Jackie Robinson’s number 42 was retired by the Major League Baseball in 1997.

The following year, the Dodgers called Robinson up to the major leagues. On April 15, 1947, Robinson made his major league debut at Ebbets Field before a crowd of 26,623 spectators, including more than 14,000 black patrons. Black baseball fans began flocking to see the Dodgers when they came to town, abandoning their Negro league teams which they had followed exclusively. Robinson’s promotion met a generally positive, although mixed, reception among newspapers and white major league players. Manager Leo Durocher informed his team, “I do not care if the guy is yellow or black… I’m the manager of this team, and I say he plays. What’s more, I say he can make us all rich. And if any of you cannot use the money, I will see that you are all traded.” After a strike threat by some players, National League President Ford Frick and Baseball Commissioner Happy Chandler let it be known that any striking players would be suspended. Robinson received significant encouragement from several major league players, including Dodgers teammate Pee Wee Reese who said, “You can hate a man for many reasons. Color is not one of them.”
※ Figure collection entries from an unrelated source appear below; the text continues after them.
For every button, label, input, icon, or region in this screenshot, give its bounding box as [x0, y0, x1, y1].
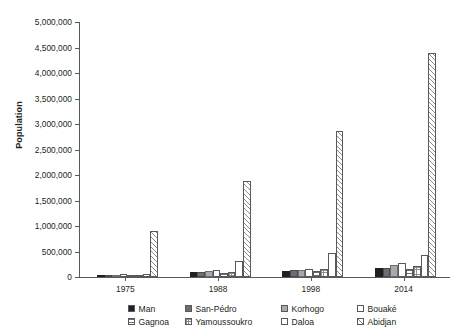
y-tick-label: 1,000,000	[0, 222, 72, 230]
y-tick	[75, 277, 79, 278]
bar	[243, 181, 251, 277]
bar	[282, 271, 290, 277]
legend-label: Abidjan	[368, 317, 397, 327]
bar	[305, 269, 313, 277]
legend-item-abidjan[interactable]: Abidjan	[357, 317, 417, 327]
bar	[190, 272, 198, 277]
bar	[228, 272, 236, 277]
bar	[313, 271, 321, 277]
bar	[413, 266, 421, 277]
legend-row-1: ManSan-PédroKorhogoBouaké	[128, 302, 428, 315]
x-tick	[125, 277, 126, 281]
bar	[235, 261, 243, 277]
legend-swatch-icon	[128, 318, 135, 325]
bar	[143, 274, 151, 277]
legend-item-korhogo[interactable]: Korhogo	[281, 304, 357, 314]
chart-legend: ManSan-PédroKorhogoBouaké GagnoaYamousso…	[128, 302, 428, 328]
legend-label: Bouaké	[368, 304, 397, 314]
bar	[127, 275, 135, 277]
bar	[428, 53, 436, 277]
legend-label: Yamoussoukro	[196, 317, 253, 327]
bar	[421, 255, 429, 277]
y-tick-label: 5,000,000	[0, 18, 72, 26]
legend-swatch-icon	[281, 318, 288, 325]
bar	[390, 265, 398, 277]
bar	[398, 263, 406, 277]
bar	[213, 270, 221, 277]
legend-label: Gagnoa	[139, 317, 170, 327]
legend-item-gagnoa[interactable]: Gagnoa	[128, 317, 185, 327]
x-tick-label: 1988	[188, 284, 248, 294]
y-tick-label: 1,500,000	[0, 197, 72, 205]
bar	[320, 269, 328, 277]
legend-swatch-icon	[357, 318, 364, 325]
bar	[220, 273, 228, 277]
y-tick-label: 3,000,000	[0, 120, 72, 128]
bar	[298, 270, 306, 277]
legend-item-daloa[interactable]: Daloa	[281, 317, 357, 327]
y-tick-label: 4,500,000	[0, 44, 72, 52]
legend-swatch-icon	[357, 305, 364, 312]
legend-item-san-p-dro[interactable]: San-Pédro	[185, 304, 281, 314]
x-tick	[218, 277, 219, 281]
legend-swatch-icon	[185, 305, 192, 312]
legend-swatch-icon	[128, 305, 135, 312]
legend-swatch-icon	[281, 305, 288, 312]
y-tick-label: 0	[0, 273, 72, 281]
bar	[97, 275, 105, 277]
legend-row-2: GagnoaYamoussoukroDaloaAbidjan	[128, 315, 428, 328]
plot-area: 0500,0001,000,0001,500,0002,000,0002,500…	[79, 22, 450, 277]
legend-label: Daloa	[292, 317, 314, 327]
bar	[205, 271, 213, 277]
bar	[197, 272, 205, 277]
legend-swatch-icon	[185, 318, 192, 325]
bar	[336, 131, 344, 277]
bar	[383, 268, 391, 277]
y-tick-label: 2,000,000	[0, 171, 72, 179]
legend-item-man[interactable]: Man	[128, 304, 185, 314]
bars-layer	[79, 22, 450, 277]
bar	[406, 269, 414, 277]
y-tick-label: 4,000,000	[0, 69, 72, 77]
legend-label: Korhogo	[292, 304, 325, 314]
y-tick-label: 2,500,000	[0, 146, 72, 154]
x-tick	[311, 277, 312, 281]
bar	[150, 231, 158, 277]
y-tick-label: 500,000	[0, 248, 72, 256]
legend-label: San-Pédro	[196, 304, 237, 314]
x-tick-label: 2014	[374, 284, 434, 294]
bar	[135, 275, 143, 277]
legend-item-yamoussoukro[interactable]: Yamoussoukro	[185, 317, 281, 327]
bar	[112, 275, 120, 277]
x-tick-label: 1975	[95, 284, 155, 294]
population-bar-chart: Population 0500,0001,000,0001,500,0002,0…	[0, 0, 459, 331]
legend-label: Man	[139, 304, 156, 314]
bar	[105, 275, 113, 277]
legend-item-bouak-[interactable]: Bouaké	[357, 304, 417, 314]
x-tick	[404, 277, 405, 281]
x-tick-label: 1998	[281, 284, 341, 294]
y-tick-label: 3,500,000	[0, 95, 72, 103]
x-axis-line	[79, 277, 450, 278]
bar	[328, 253, 336, 277]
bar	[375, 268, 383, 277]
bar	[290, 270, 298, 277]
bar	[120, 274, 128, 277]
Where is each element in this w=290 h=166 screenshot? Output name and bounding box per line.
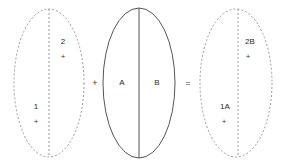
diagram-canvas: 2 + 1 + + A B = 2B + 1A + bbox=[0, 0, 290, 166]
ellipse-left-top-plus: + bbox=[61, 53, 66, 61]
ellipse-right-outline bbox=[200, 9, 272, 157]
ellipse-left-bottom-plus: + bbox=[34, 118, 39, 126]
operator-equals: = bbox=[185, 79, 190, 88]
ellipse-left-bottom-label: 1 bbox=[34, 103, 39, 111]
ellipse-right-top-plus: + bbox=[246, 53, 251, 61]
ellipse-left-top-label: 2 bbox=[61, 38, 66, 46]
ellipse-right-bottom-label: 1A bbox=[220, 103, 230, 111]
ellipse-middle-right-label: B bbox=[154, 79, 160, 87]
operator-plus: + bbox=[92, 79, 97, 88]
ellipse-right-top-label: 2B bbox=[245, 38, 255, 46]
ellipse-right-bottom-plus: + bbox=[222, 118, 227, 126]
diagram-vector-layer bbox=[0, 0, 290, 166]
ellipse-middle-left-label: A bbox=[119, 79, 125, 87]
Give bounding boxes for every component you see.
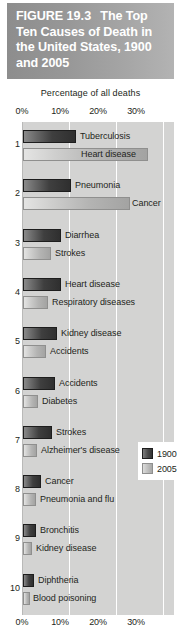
- bar-label-1900: Diphtheria: [38, 574, 79, 587]
- bar-2005: [23, 542, 32, 555]
- legend-label-2005: 2005: [157, 464, 177, 474]
- bar-label-1900: Cancer: [45, 475, 74, 488]
- x-tick-bottom-20: 20%: [81, 617, 115, 627]
- bar-1900: [23, 327, 57, 340]
- bar-1900: [23, 278, 61, 291]
- row-rank: 6: [9, 386, 20, 396]
- bar-label-2005: Cancer: [132, 197, 161, 210]
- bar-label-2005: Strokes: [55, 247, 85, 260]
- bar-label-2005: Pneumonia and flu: [40, 493, 114, 506]
- bar-label-1900: Kidney disease: [61, 327, 121, 340]
- x-tick-bottom-0: 0%: [5, 617, 39, 627]
- bar-2005: [23, 247, 51, 260]
- bar-2005: [23, 444, 37, 457]
- table-row: 4 Heart disease Respiratory diseases: [22, 270, 174, 319]
- bar-1900: [23, 229, 61, 242]
- table-row: 2 Pneumonia Cancer: [22, 171, 174, 220]
- figure-container: FIGURE 19.3The Top Ten Causes of Death i…: [0, 0, 180, 642]
- figure-title-line-3: the United States, 1900: [16, 40, 152, 54]
- bar-label-2005: Accidents: [50, 345, 89, 358]
- legend: 1900 2005: [138, 442, 180, 480]
- bar-1900: [23, 475, 41, 488]
- x-tick-top-0: 0%: [5, 106, 39, 116]
- bar-label-1900: Bronchitis: [40, 524, 79, 537]
- row-rank: 5: [9, 336, 20, 346]
- x-tick-bottom-30: 30%: [119, 617, 153, 627]
- bar-label-2005: Blood poisoning: [33, 592, 96, 605]
- figure-title-text: FIGURE 19.3The Top Ten Causes of Death i…: [16, 9, 172, 71]
- bar-2005: [23, 296, 48, 309]
- x-tick-top-10: 10%: [43, 106, 77, 116]
- x-tick-top-30: 30%: [119, 106, 153, 116]
- x-axis-ticks-top: 0% 10% 20% 30%: [7, 106, 174, 119]
- row-rank: 10: [9, 583, 20, 593]
- figure-label: FIGURE 19.3: [16, 9, 91, 23]
- x-axis-ticks-bottom: 0% 10% 20% 30%: [7, 617, 174, 630]
- bar-label-2005: Kidney disease: [36, 542, 96, 555]
- table-row: 1 Tuberculosis Heart disease: [22, 122, 174, 171]
- row-rank: 3: [9, 238, 20, 248]
- chart: Percentage of all deaths 0% 10% 20% 30% …: [7, 79, 174, 639]
- legend-item-1900: 1900: [142, 446, 180, 461]
- bar-1900: [23, 377, 55, 390]
- bar-label-2005: Diabetes: [42, 395, 77, 408]
- bar-label-1900: Tuberculosis: [80, 130, 130, 143]
- figure-title-line-2: Ten Causes of Death in: [16, 25, 152, 39]
- bar-2005: [23, 395, 38, 408]
- bar-1900: [23, 179, 71, 192]
- bar-2005: [23, 592, 30, 605]
- plot-area: 1 Tuberculosis Heart disease 2 Pneumonia…: [22, 122, 174, 615]
- legend-swatch-icon-1900: [142, 448, 153, 459]
- legend-label-1900: 1900: [157, 449, 177, 459]
- figure-title-banner: FIGURE 19.3The Top Ten Causes of Death i…: [7, 3, 174, 79]
- table-row: 5 Kidney disease Accidents: [22, 319, 174, 368]
- row-rank: 1: [9, 139, 20, 149]
- figure-title-line-4: and 2005: [16, 56, 69, 70]
- figure-number: 19.3: [66, 9, 91, 23]
- table-row: 9 Bronchitis Kidney disease: [22, 516, 174, 565]
- x-tick-bottom-10: 10%: [43, 617, 77, 627]
- bar-label-1900: Accidents: [59, 377, 98, 390]
- bar-1900: [23, 130, 76, 143]
- bar-1900: [23, 524, 36, 537]
- legend-item-2005: 2005: [142, 461, 180, 476]
- bar-label-1900: Diarrhea: [65, 229, 99, 242]
- table-row: 3 Diarrhea Strokes: [22, 221, 174, 270]
- bar-1900: [23, 574, 34, 587]
- figure-label-word: FIGURE: [16, 9, 63, 23]
- row-rank: 7: [9, 435, 20, 445]
- row-rank: 2: [9, 188, 20, 198]
- x-axis-title: Percentage of all deaths: [7, 88, 174, 98]
- table-row: 6 Accidents Diabetes: [22, 369, 174, 418]
- bar-2005: [23, 197, 130, 210]
- bar-label-2005: Alzheimer's disease: [41, 444, 120, 457]
- bar-label-1900: Pneumonia: [75, 179, 120, 192]
- bar-label-1900: Heart disease: [65, 278, 120, 291]
- bar-label-1900: Strokes: [56, 426, 86, 439]
- row-rank: 9: [9, 533, 20, 543]
- table-row: 10 Diphtheria Blood poisoning: [22, 566, 174, 615]
- bar-2005: [23, 493, 36, 506]
- bar-1900: [23, 426, 52, 439]
- bar-label-2005: Respiratory diseases: [52, 296, 135, 309]
- legend-swatch-icon-2005: [142, 463, 153, 474]
- row-rank: 8: [9, 484, 20, 494]
- x-tick-top-20: 20%: [81, 106, 115, 116]
- bar-2005: [23, 345, 46, 358]
- figure-title-line-1: The Top: [100, 9, 147, 23]
- row-rank: 4: [9, 287, 20, 297]
- bar-label-2005: Heart disease: [81, 148, 136, 161]
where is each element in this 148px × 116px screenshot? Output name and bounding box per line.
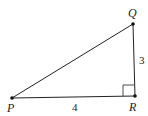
vertex-p-point	[10, 96, 14, 100]
vertex-q-label: Q	[128, 6, 137, 20]
vertex-r-label: R	[128, 100, 137, 114]
vertex-p-label: P	[6, 101, 15, 115]
side-pr-length: 4	[72, 101, 78, 113]
right-angle-marker	[123, 85, 134, 96]
vertex-q-point	[131, 22, 135, 26]
triangle-diagram: Q R P 3 4	[0, 0, 148, 116]
side-qr-length: 3	[139, 54, 145, 66]
triangle-pqr	[12, 24, 135, 98]
vertex-r-point	[133, 94, 137, 98]
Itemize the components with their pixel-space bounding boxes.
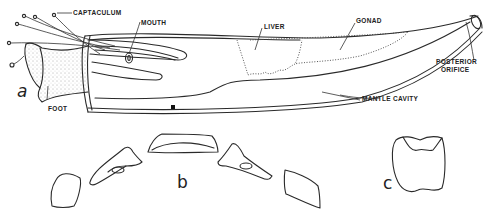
marker-point <box>171 105 175 109</box>
label-mantle-cavity: MANTLE CAVITY <box>362 95 419 102</box>
label-foot: FOOT <box>48 105 67 112</box>
panel-c-tooth: c <box>383 137 445 193</box>
panel-label-b: b <box>177 172 188 192</box>
panel-b-radula: b <box>51 134 320 208</box>
panel-a-animal: CAPTACULUM MOUTH LIVER GONAD POSTERIOR O… <box>7 9 482 114</box>
label-liver: LIVER <box>264 23 285 30</box>
label-orifice: ORIFICE <box>441 66 470 73</box>
panel-label-a: a <box>17 81 27 101</box>
scaphopod-anatomy-diagram: CAPTACULUM MOUTH LIVER GONAD POSTERIOR O… <box>0 0 483 218</box>
label-gonad: GONAD <box>356 17 382 24</box>
label-captaculum: CAPTACULUM <box>73 9 121 16</box>
label-mouth: MOUTH <box>141 19 166 26</box>
label-posterior: POSTERIOR <box>436 58 477 65</box>
panel-label-c: c <box>383 173 392 193</box>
That year, Robinson earned the inaugural Major League Baseball Rookie of the Year Award (separate National League and American League rookie of the year honors weren’t awarded until 1949).[128]

Less than three months later, Larry Doby became the first African-American to break the color barrier in the American League with the Cleveland Indians. He too faced the same type of discrimination as Robinson and went on to a Hall of Fame career. The next year, a number of other black players entered the major leagues. Satchel Paige was signed by the Indians and the Dodgers added three other black players besides Robinson.